Author: Liang, Hongyu
Title: Accurate deformation isolation in MTInSAR: parameter modeling and estimation
Advisors: Zhang, Lei (LSGI)
Ding, Xiaoli (LSGI)
Degree: Ph.D.
Year: 2020
Subject: Synthetic aperture radar
Infrared imaging
Geophysics
Earth sciences
Hong Kong Polytechnic University -- Dissertations
Department: Department of Land Surveying and Geo-Informatics
Pages: xviii, 121 pages : color illustrations
Language: English
Abstract: Spaceborne interferometric synthetic aperture radar (InSAR) has proven to be a powerful tool for mapping ground deformation with large coverage and high spatial resolution. By exploiting the phase difference from two temporally and/or spatially separated SAR images of the same area, InSAR technology provides ground displacement information with centimeter to millimeter level accuracy. In addition to the deformation measurement, the interferometric phases contain multiple error sources, including topographic residuals, atmospheric delays, and decorrelation noise, etc. There is no doubt that reliable phase measurements are the basis of accurate deformation retrieval. However, conventional differential InSAR (DInSAR) cannot effectively handle the error separation. To overcome the limitations of conventional DInSAR, InSAR technique has evolved to leverage a stack of SAR images to improve the quality of deformation estimation. The developed technique is referred to as multitemporal InSAR (MTInSAR). After approximately 20 years of development, three categories of MTInSAR techniques are currently in existence. The first category of methods relies on exploiting single-master interferograms from the scatterers that have strong phase stabilities over a long period (i.e., persistent scatterers (PSs)). The second category of methods attempts to extract deformation information from the scatterers with moderate phase stabilities (i.e., distributed scatterers (DSs)), which usually appear in interferograms with short baselines. The third category is a hybrid of the first and the second approaches that makes use of all interferograms to enhance the phase quality of DSs, and then uses the combination of PSs and DSs to retrieve deformation informtation. Benefiting from the multitemporal analysis, the current MTInSAR techniques could mitigate the unexpected error sources in some degree. However, as various signals with different spatiotemporal characteristics are mixed into the interferometric phases, it is still challenging for current MTInSAR approaches to accurately isolate the deformation signal from the confounding measurements. Consequently, the derived displacements contain large uncertainties, which further reduce the applicability of InSAR technique in deformation mapping.
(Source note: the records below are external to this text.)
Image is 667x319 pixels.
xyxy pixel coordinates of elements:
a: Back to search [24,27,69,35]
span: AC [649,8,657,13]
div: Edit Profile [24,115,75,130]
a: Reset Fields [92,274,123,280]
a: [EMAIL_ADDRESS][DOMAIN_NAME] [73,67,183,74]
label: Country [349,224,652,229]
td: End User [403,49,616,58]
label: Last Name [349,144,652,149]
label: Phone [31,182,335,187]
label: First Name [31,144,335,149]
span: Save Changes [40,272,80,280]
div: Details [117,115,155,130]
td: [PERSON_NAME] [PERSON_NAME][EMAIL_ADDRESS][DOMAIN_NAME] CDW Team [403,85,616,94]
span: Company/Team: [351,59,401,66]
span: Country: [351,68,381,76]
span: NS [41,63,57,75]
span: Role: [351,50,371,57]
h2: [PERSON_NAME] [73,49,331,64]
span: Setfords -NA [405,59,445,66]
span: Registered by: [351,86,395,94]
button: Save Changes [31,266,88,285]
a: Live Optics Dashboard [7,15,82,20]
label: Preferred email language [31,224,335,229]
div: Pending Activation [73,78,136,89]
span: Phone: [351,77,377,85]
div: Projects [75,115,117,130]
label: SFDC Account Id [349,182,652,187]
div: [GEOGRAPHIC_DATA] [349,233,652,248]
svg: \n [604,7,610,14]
We first propose an arc-based method to remove the decorrelation noise in multitemporal interferogram stack. The proposed method reconstructs interval phase maps based on the analysis of complex coherence information. The main feature of the method is the iterative weight update that counteracts the violation from phase ambiguity and coherence estimation deviation. In addition, linear formation makes the implementation suitable with small subset of interferograms, providing an efficient solution for processing big SAR data in future. Secondly, considering that the topographic error has a fixed spatial pattern and its phase contribution is baseline-dependent, we propose a non-parametric method to estimate the topographic error by using independent component analysis (ICA) decomposition. The ICA-based estimation does not need a priori information about the deformation during topographic error separation. Experiments from both simulated and real datasets show that the method can provide a robust estimation despite the phase observations are affected by atmospheric delays and/or the number of interferograms used is limited. Complementary to that, further progress is made to correct height-dependent tropospheric delays in MTInSAR analysis. The method simultaneously estimates stratified tropospheric delays with the parameters of deformation rate and topographic error based on their distinct spatiotemporal characteristics. The spatial variability of the tropospheric delays is addressed through localized estimation in windows which are derived by quadtree segmentation according to height gradient. The applicability of the three methods described in the thesis is examined using both simulated and real experiments. We integrate the three methods in MTInSAR framework and apply them to retrieve the slope movement before the collapse at Freeway No. 3 in northern Taiwan. The deformation results confirm the effectiveness of the error source correction and reveal that the downslope movements are correlated with local precipitation.